It had been over two years since Sir Simon Rattle led Der Rosenkavalier at the Met, but that magical evening’s Sophie, South African soprano Golda Schultz, was again on hand this weekend to join the New York Philharmonic under Finnish conductor Santtu-Mathias Rouvali to give the orchestra’s first complete performances of Richard Strauss’s intoxicating Sechs Lieder, Op. 68. 

As David Geffen Hall is under noisy gut renovation (for the third or fourth time?), the temporarily homeless orchestra has been wandering between Carnegie Hall, Alice Tully Hall and, in this case, the Rose Theater at Jazz at Lincoln Center in the Time-Warner Center. The relative intimacy of the last suited Schultz whose gleaming soprano easily filled the auditorium thanks in no small part to Rouvali’s delicately supportive accompaniment with the Philharmonic in resplendent form.

Written in 1918 for Elisabeth Schumann (who did not, however, premiere them), the songs are better known as the Brentano-Lieder after Clemens Brentano, the writer from whose works the texts were drawn. Originally composed for voice and piano, Strauss began to orchestrate them in 1933, completing the task seven years later. 

Like Schumann, Schultz sings Pamina in Die Zauberflöte, but the punishingly high tessitura and dizzying coloratura demands of the fifth and best-known song “Amor” have meant that several of the sopranos who have embraced the Brentano have also excelled as the Queen of the Night. The one CD version that I own is Edda Moser’s steely traversal with piano accompaniment, but Rita Shane, Edita Gruberová and Diana Damrau have recorded all six of the songs with orchestra while Natalie Dessay limited herself to just three.  

Scanning the archives of Carnegie Hall and the New York Philharmonic I couldn’t find any previous instance before this weekend when all six of the Brentano were performed together. The closest was a 1991 recital by Kathleen Battle at Carnegie when she tackled the first five, omitting “Lied der Frauen,” an intensely dramatic work which James Keller in his notes for the Philharmonic rightly compared to an outtake from Die Frau ohne Schatten. It’s then not surprising that one singer who performed “Lied der Frauen” locally was Deborah Voigt. 

Though it doesn’t fit well with the previous five, Schultz made “Lied der Frauen” work for her by not pushing her slighter voice and by infusing the concluding iterations of “Gelobt” with moving intensity. Her natural charm shone strongest in the second and third songs, “Ich wollt ein Sträusslein binden” and, especially, the adorable “Säus’le, liebe Myrte!” Her vivacious manner, thousand-watt smile and crisp diction instantly drew in her listeners.

Though it coped well with the fanciful elaborate curlicues of “Amor” Schultz’s golden soprano with its quick vibrato does not “live” high above the staff suggesting that Ariadne auf Naxos’s Zerbinetta will not likely to be part of her Strauss repertoire. After I got home from the concert, I wanted to hear Schultz sing the Brentano again and imagined a perfect Strauss CD that would combine them with the final scene of Daphne!

Unfortunately, the Philharmonic did no favors its enthusiastic sold-out audience as Schultz performing these rarely heard songs: the program contained no texts or translations and the projected titles were so dim that I couldn’t read them, even from my fifth- row orchestra seat.

For those who missed these very rare complete Brentano songs with orchestra, the local Strauss-fest continues next week with a Met revival of Ariadne starring Lise Davidsen, Brenda Rae and Isabel Leonard, followed in April by Elektra again with Davidsen and Nina Stemme. Rumor has it that Davidsen also returns next season to Lincoln Center for her first Rosenkavalier Marschallin.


- _Task to complete_: The lines below must be transcribed exactly as given, with the images removed.
##############################
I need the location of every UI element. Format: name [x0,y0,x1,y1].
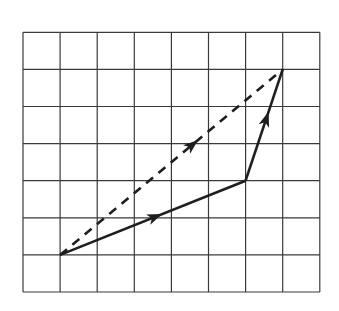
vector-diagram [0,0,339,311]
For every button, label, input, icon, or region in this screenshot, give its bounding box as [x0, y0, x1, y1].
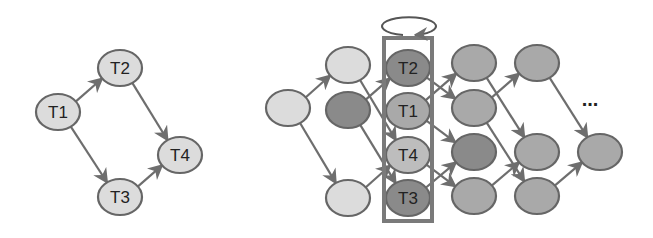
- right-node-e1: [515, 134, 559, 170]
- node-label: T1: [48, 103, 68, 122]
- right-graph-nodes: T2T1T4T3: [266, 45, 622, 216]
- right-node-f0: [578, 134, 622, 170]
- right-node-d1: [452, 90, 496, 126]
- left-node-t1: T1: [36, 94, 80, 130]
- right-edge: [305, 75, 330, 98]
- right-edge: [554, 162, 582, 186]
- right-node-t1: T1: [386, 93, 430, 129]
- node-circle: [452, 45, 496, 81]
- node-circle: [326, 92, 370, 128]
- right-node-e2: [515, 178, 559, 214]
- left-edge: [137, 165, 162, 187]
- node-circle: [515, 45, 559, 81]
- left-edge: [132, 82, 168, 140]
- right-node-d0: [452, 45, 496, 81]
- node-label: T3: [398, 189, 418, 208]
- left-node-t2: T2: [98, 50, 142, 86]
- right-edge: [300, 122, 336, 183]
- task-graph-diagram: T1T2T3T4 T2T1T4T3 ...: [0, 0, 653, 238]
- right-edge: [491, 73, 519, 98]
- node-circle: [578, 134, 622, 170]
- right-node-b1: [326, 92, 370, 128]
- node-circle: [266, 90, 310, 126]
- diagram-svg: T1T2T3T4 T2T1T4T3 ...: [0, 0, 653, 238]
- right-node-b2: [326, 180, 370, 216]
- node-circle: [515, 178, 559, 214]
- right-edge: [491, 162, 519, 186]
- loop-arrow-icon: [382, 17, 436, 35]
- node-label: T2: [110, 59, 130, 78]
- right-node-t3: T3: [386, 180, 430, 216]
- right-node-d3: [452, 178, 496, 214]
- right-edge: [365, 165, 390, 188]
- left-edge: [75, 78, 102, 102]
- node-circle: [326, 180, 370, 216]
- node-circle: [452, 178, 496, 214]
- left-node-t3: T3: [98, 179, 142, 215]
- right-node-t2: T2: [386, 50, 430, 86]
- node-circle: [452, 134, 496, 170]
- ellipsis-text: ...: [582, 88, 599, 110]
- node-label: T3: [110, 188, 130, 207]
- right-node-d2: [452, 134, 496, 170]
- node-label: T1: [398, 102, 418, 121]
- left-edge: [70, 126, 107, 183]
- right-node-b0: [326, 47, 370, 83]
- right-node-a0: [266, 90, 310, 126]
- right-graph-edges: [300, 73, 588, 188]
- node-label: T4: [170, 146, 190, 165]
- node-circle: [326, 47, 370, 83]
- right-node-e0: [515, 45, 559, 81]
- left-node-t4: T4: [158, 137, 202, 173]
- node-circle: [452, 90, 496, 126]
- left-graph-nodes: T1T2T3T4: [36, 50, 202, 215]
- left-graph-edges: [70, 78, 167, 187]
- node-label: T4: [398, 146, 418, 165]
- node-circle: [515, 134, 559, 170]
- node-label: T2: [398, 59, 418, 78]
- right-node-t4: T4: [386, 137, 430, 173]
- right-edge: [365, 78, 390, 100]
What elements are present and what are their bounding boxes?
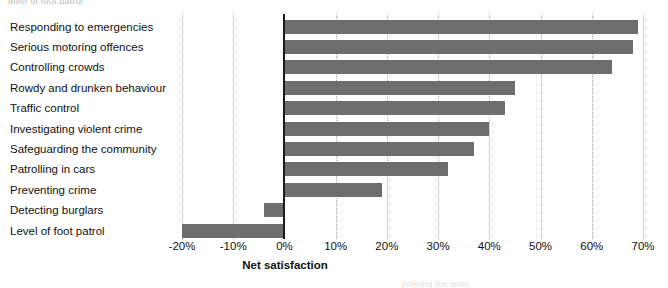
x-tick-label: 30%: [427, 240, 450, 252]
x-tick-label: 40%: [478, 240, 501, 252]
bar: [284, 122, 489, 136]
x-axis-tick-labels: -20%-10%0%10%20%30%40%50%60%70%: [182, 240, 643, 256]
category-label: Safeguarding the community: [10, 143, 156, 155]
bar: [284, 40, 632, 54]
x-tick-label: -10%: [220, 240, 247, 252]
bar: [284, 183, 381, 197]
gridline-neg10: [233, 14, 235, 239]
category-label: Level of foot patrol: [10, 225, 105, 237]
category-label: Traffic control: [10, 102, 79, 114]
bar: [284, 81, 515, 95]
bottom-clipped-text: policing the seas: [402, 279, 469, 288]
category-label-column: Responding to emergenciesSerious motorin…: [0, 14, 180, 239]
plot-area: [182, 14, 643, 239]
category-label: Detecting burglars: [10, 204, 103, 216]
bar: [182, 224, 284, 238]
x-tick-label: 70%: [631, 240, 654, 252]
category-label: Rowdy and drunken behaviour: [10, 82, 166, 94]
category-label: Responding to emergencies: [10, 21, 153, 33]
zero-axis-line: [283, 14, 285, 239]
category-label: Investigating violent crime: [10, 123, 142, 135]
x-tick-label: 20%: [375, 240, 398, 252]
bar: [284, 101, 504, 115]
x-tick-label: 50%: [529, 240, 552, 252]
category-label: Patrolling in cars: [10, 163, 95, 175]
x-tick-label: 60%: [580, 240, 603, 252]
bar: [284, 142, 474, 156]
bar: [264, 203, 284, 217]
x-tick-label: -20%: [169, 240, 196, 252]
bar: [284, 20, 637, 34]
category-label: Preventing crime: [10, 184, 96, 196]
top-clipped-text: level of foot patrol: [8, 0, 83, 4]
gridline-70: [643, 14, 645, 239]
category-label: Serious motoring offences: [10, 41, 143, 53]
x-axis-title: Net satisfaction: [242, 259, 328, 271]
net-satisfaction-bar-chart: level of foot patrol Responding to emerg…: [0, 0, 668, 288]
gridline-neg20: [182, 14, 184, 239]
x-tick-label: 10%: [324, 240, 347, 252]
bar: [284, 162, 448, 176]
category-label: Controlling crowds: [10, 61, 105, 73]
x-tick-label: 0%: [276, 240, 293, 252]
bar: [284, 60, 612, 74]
##############################
- _Result of this task_:
I need the location of every UI element. Format: name [x0,y0,x1,y1].
vector-diagram [0,0,339,311]
For every button, label, input, icon, or region in this screenshot, give its bounding box as [x0, y0, x1, y1].
- right-node-e1: [515, 134, 559, 170]
- node-label: T1: [48, 103, 68, 122]
- right-graph-nodes: T2T1T4T3: [266, 45, 622, 216]
- right-node-f0: [578, 134, 622, 170]
- right-node-d1: [452, 90, 496, 126]
- left-node-t1: T1: [36, 94, 80, 130]
- right-edge: [305, 75, 330, 98]
- right-edge: [554, 162, 582, 186]
- right-node-t1: T1: [386, 93, 430, 129]
- node-circle: [452, 45, 496, 81]
- node-circle: [326, 92, 370, 128]
- right-node-e2: [515, 178, 559, 214]
- left-edge: [137, 165, 162, 187]
- node-circle: [515, 45, 559, 81]
- left-edge: [132, 82, 168, 140]
- right-node-d0: [452, 45, 496, 81]
- node-label: T3: [398, 189, 418, 208]
- left-node-t2: T2: [98, 50, 142, 86]
- right-edge: [300, 122, 336, 183]
- task-graph-diagram: T1T2T3T4 T2T1T4T3 ...: [0, 0, 653, 238]
- right-edge: [491, 73, 519, 98]
- node-circle: [578, 134, 622, 170]
- right-node-b1: [326, 92, 370, 128]
- node-circle: [266, 90, 310, 126]
- diagram-svg: T1T2T3T4 T2T1T4T3 ...: [0, 0, 653, 238]
- right-node-b2: [326, 180, 370, 216]
- node-circle: [515, 178, 559, 214]
- right-edge: [491, 162, 519, 186]
- loop-arrow-icon: [382, 17, 436, 35]
- node-label: T2: [110, 59, 130, 78]
- right-node-t3: T3: [386, 180, 430, 216]
- right-node-d3: [452, 178, 496, 214]
- right-edge: [365, 165, 390, 188]
- left-edge: [75, 78, 102, 102]
- node-circle: [326, 180, 370, 216]
- node-circle: [452, 178, 496, 214]
- left-node-t3: T3: [98, 179, 142, 215]
- right-node-t2: T2: [386, 50, 430, 86]
- node-circle: [452, 134, 496, 170]
- ellipsis-text: ...: [582, 88, 599, 110]
- node-label: T3: [110, 188, 130, 207]
- right-node-d2: [452, 134, 496, 170]
- node-label: T1: [398, 102, 418, 121]
- left-edge: [70, 126, 107, 183]
- right-node-b0: [326, 47, 370, 83]
- right-node-a0: [266, 90, 310, 126]
- right-graph-edges: [300, 73, 588, 188]
- node-label: T4: [170, 146, 190, 165]
- node-circle: [326, 47, 370, 83]
- right-node-e0: [515, 45, 559, 81]
- left-node-t4: T4: [158, 137, 202, 173]
- node-circle: [452, 90, 496, 126]
- left-graph-nodes: T1T2T3T4: [36, 50, 202, 215]
- left-graph-edges: [70, 78, 167, 187]
- node-label: T4: [398, 146, 418, 165]
- node-circle: [515, 134, 559, 170]
- node-label: T2: [398, 59, 418, 78]
- right-node-t4: T4: [386, 137, 430, 173]
- right-edge: [365, 78, 390, 100]
What elements are present and what are their bounding boxes?
x-tick-label: 30%: [427, 240, 450, 252]
x-tick-label: 40%: [478, 240, 501, 252]
bar: [284, 122, 489, 136]
x-axis-tick-labels: -20%-10%0%10%20%30%40%50%60%70%: [182, 240, 643, 256]
category-label: Safeguarding the community: [10, 143, 156, 155]
bar: [284, 40, 632, 54]
x-tick-label: -10%: [220, 240, 247, 252]
bar: [284, 183, 381, 197]
gridline-neg10: [233, 14, 235, 239]
category-label: Level of foot patrol: [10, 225, 105, 237]
category-label: Traffic control: [10, 102, 79, 114]
bar: [284, 81, 515, 95]
bottom-clipped-text: policing the seas: [402, 279, 469, 288]
category-label-column: Responding to emergenciesSerious motorin…: [0, 14, 180, 239]
plot-area: [182, 14, 643, 239]
category-label: Detecting burglars: [10, 204, 103, 216]
bar: [182, 224, 284, 238]
x-tick-label: 70%: [631, 240, 654, 252]
category-label: Rowdy and drunken behaviour: [10, 82, 166, 94]
category-label: Responding to emergencies: [10, 21, 153, 33]
zero-axis-line: [283, 14, 285, 239]
category-label: Investigating violent crime: [10, 123, 142, 135]
x-tick-label: 20%: [375, 240, 398, 252]
bar: [284, 101, 504, 115]
x-tick-label: 50%: [529, 240, 552, 252]
category-label: Patrolling in cars: [10, 163, 95, 175]
x-tick-label: 60%: [580, 240, 603, 252]
bar: [284, 142, 474, 156]
bar: [264, 203, 284, 217]
x-tick-label: -20%: [169, 240, 196, 252]
bar: [284, 20, 637, 34]
category-label: Preventing crime: [10, 184, 96, 196]
top-clipped-text: level of foot patrol: [8, 0, 83, 4]
gridline-70: [643, 14, 645, 239]
category-label: Serious motoring offences: [10, 41, 143, 53]
x-axis-title: Net satisfaction: [242, 259, 328, 271]
net-satisfaction-bar-chart: level of foot patrol Responding to emerg…: [0, 0, 668, 288]
gridline-neg20: [182, 14, 184, 239]
x-tick-label: 10%: [324, 240, 347, 252]
bar: [284, 162, 448, 176]
category-label: Controlling crowds: [10, 61, 105, 73]
x-tick-label: 0%: [276, 240, 293, 252]
bar: [284, 60, 612, 74]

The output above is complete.